Tracking Revenge
Birdsong drifted down from distant the treetops, high in the sky where they could bask in the sun. I was down on the ground, in the mud and muck and underbrush, picking my way through leaves and deadfall in search of a trail. Squirrels chittered and hissed at me as I plunged through their territory. They didn’t need to worry; any foodstuffs carelessly discarded on the ground would be left for them. I wasn’t looking for a trail of breadcrumbs, or Skittles for that matter; although the bright candy shells would have been easier to track than stray footprints, a bent blade of grass, or snapped branches.
I saw the man lurking at the edge of town yesterday; sticking to the alleys and ducking through back yards. Town gossip hinted that he was a purveyor of potions and spells and that he must be in town to make a delivery. The town council prefers folk to stick to the new science so they asked the Sheriff to send the message that he wasn’t welcome. Normally I refuse extra assignments like this, seeing as how I’m a single parent now; but with Ayla sick at home in bed and doctors not doing anything, I had extra reason to track the man down.

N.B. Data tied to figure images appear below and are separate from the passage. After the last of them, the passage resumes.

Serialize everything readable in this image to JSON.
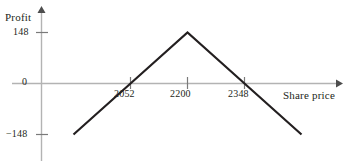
{
  "chart_data": {
    "type": "line",
    "title": "",
    "subtitle": "",
    "xlabel": "Share price",
    "ylabel": "Profit",
    "grid": false,
    "legend": null,
    "xlim": [
      1904,
      2496
    ],
    "ylim": [
      -222,
      200
    ],
    "x_ticks": [
      2052,
      2200,
      2348
    ],
    "x_tick_labels": [
      "2052",
      "2200",
      "2348"
    ],
    "y_ticks": [
      148,
      0,
      -148
    ],
    "y_tick_labels": [
      "148",
      "0",
      "−148"
    ],
    "x_axis_arrow": true,
    "y_axis_arrow": true,
    "series": [
      {
        "name": "Profit",
        "x": [
          1904,
          2052,
          2200,
          2348,
          2496
        ],
        "y": [
          -148,
          0,
          148,
          0,
          -148
        ]
      }
    ],
    "annotations": [],
    "colors": {
      "curve": "#231f20",
      "axis": "#b3b3b3",
      "tick_mark": "#7a7a7a",
      "text": "#231f20",
      "background": "#ffffff"
    }
  },
  "labels": {
    "y_axis_title": "Profit",
    "x_axis_title": "Share price",
    "y_tick_top": "148",
    "y_tick_zero": "0",
    "y_tick_bottom": "−148",
    "x_tick_left": "2052",
    "x_tick_mid": "2200",
    "x_tick_right": "2348"
  },
  "icons": {
    "y_axis_arrow": "arrow-up-icon",
    "x_axis_arrow": "arrow-right-icon"
  }
}
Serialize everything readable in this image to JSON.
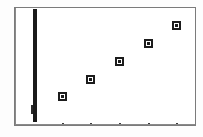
{
  "figure": {
    "title": "",
    "background": "#fdfdfd",
    "frame_color": "#7b7b7b",
    "marker_color": "#1c1c1c",
    "axis_bar_color": "#1a1a1a"
  },
  "chart_data": {
    "type": "scatter",
    "title": "",
    "xlabel": "",
    "ylabel": "",
    "xlim": [
      0,
      5
    ],
    "ylim": [
      0,
      5
    ],
    "grid": false,
    "legend": null,
    "x": [
      1,
      2,
      3,
      4,
      5
    ],
    "y": [
      1,
      2,
      3,
      4,
      5
    ],
    "series": [
      {
        "name": "series-1",
        "marker": "square",
        "points": [
          {
            "x": 1,
            "y": 1,
            "px": 61,
            "py": 95
          },
          {
            "x": 2,
            "y": 2,
            "px": 89,
            "py": 78
          },
          {
            "x": 3,
            "y": 3,
            "px": 118,
            "py": 60
          },
          {
            "x": 4,
            "y": 4,
            "px": 147,
            "py": 42
          },
          {
            "x": 5,
            "y": 5,
            "px": 175,
            "py": 24
          }
        ]
      }
    ],
    "xticks": [
      {
        "label": "",
        "px": 61
      },
      {
        "label": "",
        "px": 89
      },
      {
        "label": "",
        "px": 118
      },
      {
        "label": "",
        "px": 147
      },
      {
        "label": "",
        "px": 175
      }
    ],
    "yticks": [],
    "annotations": [
      {
        "name": "vertical-axis-bar",
        "description": "thick black vertical bar near left edge of plot",
        "px": 32,
        "width": 4,
        "top": 8,
        "bottom": 121
      }
    ]
  }
}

It takes patience to follow a trail through the woods; you look twice before you place your foot once. If you get off track, no amount of retracing will set you right again. When the man left town at dusk I marked where he ducked into the forest that skirted the town’s edge. Even in the dark, though, he had been careful as he made his way through the forest, sidling sideways so the trees barely knew he was there. I paused at the distant sound of a train whistle, stilled my breathing to get my bearings in the woods. The sound of trickling water bubbled up to my left where I spied a shallow ravine sheltering a rivulet of water. On a hunch, I followed the water upstream. Around a bend I saw it, an ancient oak had fallen in the distant past and he had used the sheltering arc of roots to construct a shelter. A deerskin flap served as a door, an axe was embedded in an old tree stump, fish were drying on a line strung between trees, and there was a line of vegetable beds between the stream and his hovel.
Suddenly, he charged out from behind the deerskin flap, grasping the handle of the axe, he swung it high above his head.
“What be your business,” he shouted, “for I cannot abide trespassers.”
I stepped up from the stream, my hands in the air, “I bear a message and a request,” I shouted back.
He casually swung the axe from hand to hand, eying me.
“Well,” he demanded, “out with it.”
“The town council, they’re not so fond of your brand of trade and wish to discourage it.”
“Is that it then? The message and the request?”
“Naught, that’s just the message, the request is on behalf of myself, not the town council. The council’s message though, and my request, puts me in mind of a partnership.”
“What’s your request, then, and what do you mean by a partnership. If you’re looking to learn, you should know, I’m not looking for any apprentices.”
“Naught, I need a spell or a potion for my daughter who’s been sick in bed for weeks now with no help in sight from the doctors. My partnership idea is this, you see, people notice when you come to town. The council notices. The Sheriff and Constable notice. It’s because you don’t live in town so you stand out. If you had a partner, someone who lived in town, you’re partner could pass the requests to you and the cures to the town folk.”
The axe swung from hand to hand as he thought. Dappled sunlight moved across the patchy grass in front of the lean-to. Something rustled in the underbrush off to the right. My eyes never left him or the track of the axe.
Finally, he nodded.
“Sit,” he shouted, the axe landing back in the tree stump with a thunk, “I’ll boil water for tea and after you tell me what’s ailing your daughter, we’ll discuss this partnership idea of yours.”
I breathed out. Just like tracking, revenge requires patience. I knew what ailed my daughter. It was the same that took my wife last year. My poor wife went to her grave ardently believing in everything this fool had sold her. The town council merely wanted money from him, in the form of fees for licenses. I wanted him to feel the hollowing out of lost hope, of abandonment. Our partnership would be the end of him.